Year of The Hawk
Jan. 1st, 2006 01:37 pm2006 opened with the warmth of many good friends, sharing high spirits and conversation of things to come in the next year. Over the years I've developed the habit of using my placement and mood at the stroke of midnight on New Years Eve as a barometer for the coming year's fortune or lack thereof. By and large it's held true. This year I was among dear friends, colleagues, and kindred spirits, (and also one by phone whom I never managed to be at the same party with, unfortunately!). I felt a part of a wonderful family. May it be so for 2006.
2005 was not a year I will be able to look back fondly upon. There were some positives, of course, and my gratitude for the basics of good health, an income, shelter, food, and physical safety. But the year's most prominent markers were of a painful nature. The surprise exclusion from a creative project I'd thought I'd be in. The trust I erroneously put in someone I'd mistakened for a friend, who used me and then discarded me after I'd served my purpose. The lack of success in finding a better job than the one I have now. Growing close to someone just as they were moving away. The acceptance that my mother is aging much faster than I ever expected, and that I probably won't have her as long as I'd hoped. A painful battle with stage-fright borne of trampled self-esteem. The frustration as I watched my country decline into warmongering and a religion-driven ignorance that has alienated it from the entire world.
There were, as I say, positives. When I write in my journal, I keep it upbeat and focused on the positive, which helps me remember that my life does indeed contain blessings to be grateful for; blessings that make it worth living. You can read about them in the archives of this journal.
Now, 2006. This morning when I awoke and went to the back door, the very first thing I saw was a small hawk in my backyard tree, serene and dignified, unhurriedly eating the prey it had caught. I have never, ever before seen a hawk in this neighborhood. I pulled a chair to the door and just watched. It finished its meal (a smaller bird) and let the remains drop to the ground. It fluffed its tail, ascended branch to branch like stairs, then took to the sky and was gone.
The coming year has a feeling of a need for strong action. A reduction in passive hope, and an increase in conscious, planned initiatives. A year for manifesting that which I'd only hoped for before. Like the hawk who took what he/she needed, so too must we act to make our lives complete.

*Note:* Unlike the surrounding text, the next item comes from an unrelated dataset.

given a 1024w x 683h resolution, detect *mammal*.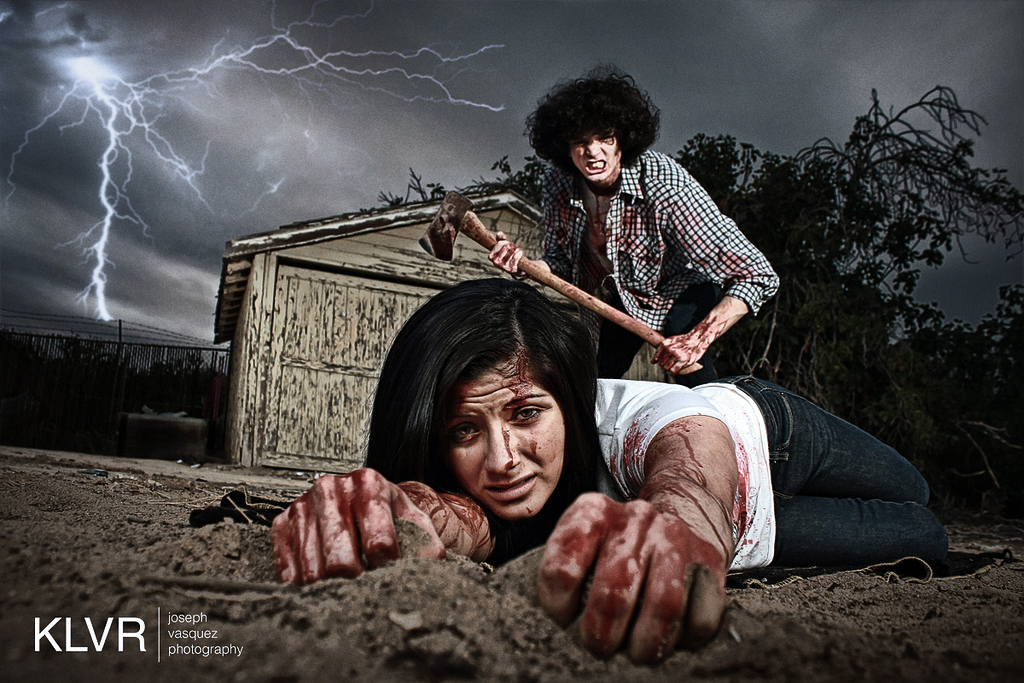
bbox(518, 63, 779, 385).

2005 was not a year I will be able to look back fondly upon. There were some positives, of course, and my gratitude for the basics of good health, an income, shelter, food, and physical safety. But the year's most prominent markers were of a painful nature. The surprise exclusion from a creative project I'd thought I'd be in. The trust I erroneously put in someone I'd mistakened for a friend, who used me and then discarded me after I'd served my purpose. The lack of success in finding a better job than the one I have now. Growing close to someone just as they were moving away. The acceptance that my mother is aging much faster than I ever expected, and that I probably won't have her as long as I'd hoped. A painful battle with stage-fright borne of trampled self-esteem. The frustration as I watched my country decline into warmongering and a religion-driven ignorance that has alienated it from the entire world.
There were, as I say, positives. When I write in my journal, I keep it upbeat and focused on the positive, which helps me remember that my life does indeed contain blessings to be grateful for; blessings that make it worth living. You can read about them in the archives of this journal.
Now, 2006. This morning when I awoke and went to the back door, the very first thing I saw was a small hawk in my backyard tree, serene and dignified, unhurriedly eating the prey it had caught. I have never, ever before seen a hawk in this neighborhood. I pulled a chair to the door and just watched. It finished its meal (a smaller bird) and let the remains drop to the ground. It fluffed its tail, ascended branch to branch like stairs, then took to the sky and was gone.
The coming year has a feeling of a need for strong action. A reduction in passive hope, and an increase in conscious, planned initiatives. A year for manifesting that which I'd only hoped for before. Like the hawk who took what he/she needed, so too must we act to make our lives complete.